Skin fibroblasts from ataxia telangiectasia (AT) patients, obligate AT heterozygotes (ATH) and normal individuals were studied for colony-forming ability and repair of DNA double-strand breaks (dsb) after gamma-irradiation. AT cells were three to four times more radiosensitive than normal cells at high and low dose-rate exposures; ATH cells, however, showed a marginally increased radiosensitivity after high dose-rate gamma-irradiation and an intermediate response after low dose-rate exposure. The repair of DNA dsb was studied by pulsed field gel electrophoresis. After high dose-rate gamma-irradiation the repair time constant (t1/2) was around 1 h for normal, ATH and AT cells. After low dose-rate gamma-irradiation the fraction of residual dsb was 1.4% for normal, 2.1% for ATH and 5.2% for AT cells, demonstrating a deficiency in the repair of a small fraction of dsb in AT. Thus the fraction of residual dsb after low dose-rate exposure was not only four times higher in AT than in normal cells, but was also significantly increased in ATH compared to normal cells.
Ataxia-oculomotor apraxia is a distinct entity first comprehensively described in 1988. The features include early childhood onset of ataxia and oculomotor apraxia, mimicking ataxia telangiectasia but without the extraneurologic findings of ataxia telangiectasia. We add to the clinical description of the ataxia-oculomotor apraxia syndrome by reporting eight patients, ages 2 to 15 years, from four families, suggesting autosomal recessive inheritance, with the longest follow-up over 6 years. After initial gait deterioration, all had a nonprogressive course. We have postulated that ataxia-oculomotor apraxia should be established as a separate disease from ataxia telangiectasia or its variants not only by clinical history, examination findings, and course, but primarily by the biologic markers of normal chromosome breakage and radiation sensitivity studies. We found no increased chromosome breakage in the four patients studied and intermediate sensitivity to chronic ionizing radiation of cultured skin fibroblasts on the three patients studied. Family studies revealed an intermediate radiosensitivity from two patients, their asymptomatic parents, and a sister. The lack of chromosome breakage strongly separates ataxia-oculomotor apraxia from ataxia telangiectasia. The radiation sensitivity studies are compatible with two possibilities: (1) symptomatic ataxia telangiectasia heterozygotes, but this would be highly unusual because the degree of clinical involvement in the ataxia-oculomotor apraxia patients is not mild, as would be expected if they were heterozygotes and (2) a separable disease entity, which is the interpretation we favor.
Cultured fibroblast cells from 19 patients with non-Hodgkin's lymphoma (NHL), 3 patients with ataxia telangiectasia (AT), 3 AT heterozygotes and 11 (presumed) normal subjects were studied for impaired colony-forming ability after chronic gamma irradiation. Five cell lines from the NHL patients were also examined for the sensitivity to acute gamma irradiation, as compared with those of normal subjects. To ascertain the degree of radiosensitivity of different cell lines, a comparison was made of the D10 values (radiation dose resulting in 10% survival) for each cell line, estimated "by eye" from the actual survival curves, and also from the calculated curves fitted to a log-linear model. It was observed that the acute gamma irradiation failed to show any appreciable difference in the radiation response of the cell lines from NHL patients as compared with those of normal subjects. However, chronic irradiation demonstrated significantly increased radiosensitivity in at least 10-12 NHL patients with a p value of less than 0.05, when the D10 values of each patient's cell line were compared with the calculated composite values for the normals. When the D10 values of the NHL patients and the normal subjects were compared as 2 groups, the former appeared to be significantly more sensitive to chronic gamma irradiation (p less than 0.0001). The same level of significant difference in radiosensitivity was found between the 2 groups when their D37 values (radiation dose resulting in 37% survival) were compared. In general, the radiation response of the NHL patients was similar to that of the AT homozygotes and heterozygotes used as a positive control group. Our data thus show that increased radiosensitivity is associated with the NHL patients studied, indicating an underlying abnormality of their DNA repair.
scite is a Brooklyn-based organization that helps researchers better discover and understand research articles through Smart Citations–citations that display the context of the citation and describe whether the article provides supporting or contrasting evidence. scite is used by students and researchers from around the world and is funded in part by the National Science Foundation and the National Institute on Drug Abuse of the National Institutes of Health.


_EXERCISE REQUIREMENTS_.
On every line of the listing, check for "edge"; copy the lines that have it.
※ ※ ※
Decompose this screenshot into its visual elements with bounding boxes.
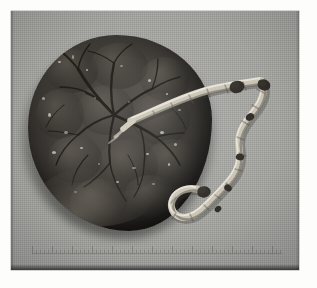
- placenta-disc: [28, 35, 212, 231]
- ruler-tick: [180, 250, 181, 254]
- ruler-tick: [120, 250, 121, 254]
- ruler-tick: [232, 246, 233, 254]
- amnion-highlight: [52, 151, 56, 154]
- ruler-tick: [148, 250, 149, 254]
- amnion-highlight: [168, 163, 170, 166]
- ruler-tick: [240, 250, 241, 254]
- amnion-highlight: [132, 167, 136, 169]
- ruler-tick: [204, 250, 205, 254]
- ruler-tick: [100, 250, 101, 254]
- amnion-highlight: [120, 65, 123, 67]
- ruler-tick: [280, 250, 281, 254]
- ruler-strip: [32, 243, 282, 254]
- ruler-tick: [68, 250, 69, 254]
- ruler-tick: [228, 250, 229, 254]
- ruler-tick: [208, 250, 209, 254]
- amnion-highlight: [86, 69, 88, 71]
- ruler-tick: [116, 250, 117, 254]
- ruler-tick: [104, 250, 105, 254]
- amnion-highlight: [160, 131, 164, 134]
- ruler-tick: [184, 250, 185, 254]
- ruler-tick: [132, 246, 133, 254]
- ruler-tick: [56, 250, 57, 254]
- ruler-tick: [248, 250, 249, 254]
- ruler-tick: [196, 250, 197, 254]
- plate-edge-left: [11, 11, 14, 270]
- amnion-highlight: [152, 183, 155, 185]
- ruler-tick: [172, 246, 173, 254]
- ruler-tick: [244, 250, 245, 254]
- ruler-tick: [64, 250, 65, 254]
- plate-edge-bottom: [11, 265, 299, 270]
- amnion-highlight: [72, 55, 74, 59]
- amnion-highlight: [98, 163, 100, 165]
- ruler-tick: [276, 250, 277, 254]
- plate-edge-right: [296, 11, 299, 270]
- ruler-tick: [44, 250, 45, 254]
- ruler-tick: [272, 246, 273, 254]
- amnion-highlight: [174, 143, 177, 146]
- ruler-tick: [192, 246, 193, 254]
- amnion-highlight: [80, 147, 83, 149]
- ruler-tick: [220, 250, 221, 254]
- ruler-tick: [156, 250, 157, 254]
- ruler-tick: [32, 246, 33, 254]
- amnion-highlight: [42, 97, 45, 100]
- page-background: [0, 0, 317, 288]
- ruler-tick: [60, 250, 61, 254]
- ruler-tick: [160, 250, 161, 254]
- amnion-highlight: [128, 101, 130, 103]
- ruler-tick: [48, 250, 49, 254]
- ruler-tick: [164, 250, 165, 254]
- ruler-tick: [252, 246, 253, 254]
- ruler-tick: [40, 250, 41, 254]
- ruler-tick: [168, 250, 169, 254]
- ruler-tick: [76, 250, 77, 254]
- ruler-tick: [140, 250, 141, 254]
- ruler-tick: [256, 250, 257, 254]
- ruler-tick: [72, 246, 73, 254]
- amnion-highlight: [178, 109, 181, 111]
- ruler-tick: [112, 246, 113, 254]
- ruler-tick: [152, 246, 153, 254]
- ruler-tick: [224, 250, 225, 254]
- ruler-tick: [236, 250, 237, 254]
- ruler-tick: [212, 246, 213, 254]
- ruler-tick: [52, 246, 53, 254]
- ruler-tick: [36, 250, 37, 254]
- ruler-tick: [144, 250, 145, 254]
- amnion-highlight: [64, 131, 68, 134]
- amnion-highlight: [166, 93, 168, 95]
- ruler-tick: [96, 250, 97, 254]
- ruler-tick: [108, 250, 109, 254]
- ruler-tick: [124, 250, 125, 254]
- amnion-highlight: [146, 153, 149, 155]
- ruler-tick: [188, 250, 189, 254]
- amnion-highlight: [58, 61, 61, 63]
- ruler-tick: [176, 250, 177, 254]
- placenta-body: [28, 35, 212, 231]
- ruler-tick: [128, 250, 129, 254]
- ruler-tick: [264, 250, 265, 254]
- ruler-tick: [260, 250, 261, 254]
- ruler-tick: [80, 250, 81, 254]
- amnion-highlight: [94, 97, 96, 99]
- ruler-tick: [92, 246, 93, 254]
- amnion-highlight: [48, 113, 51, 117]
- photographic-plate: [11, 11, 299, 270]
- ruler-tick: [88, 250, 89, 254]
- ruler-tick: [216, 250, 217, 254]
- amnion-highlight: [148, 79, 151, 82]
- ruler-tick: [84, 250, 85, 254]
- ruler-tick: [200, 250, 201, 254]
- ruler-tick: [136, 250, 137, 254]
- ruler-tick: [268, 250, 269, 254]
※ ※ ※
_RESULT FOR THIS TASK_.
- plate-edge-left: [11, 11, 14, 270]
- plate-edge-bottom: [11, 265, 299, 270]
- plate-edge-right: [296, 11, 299, 270]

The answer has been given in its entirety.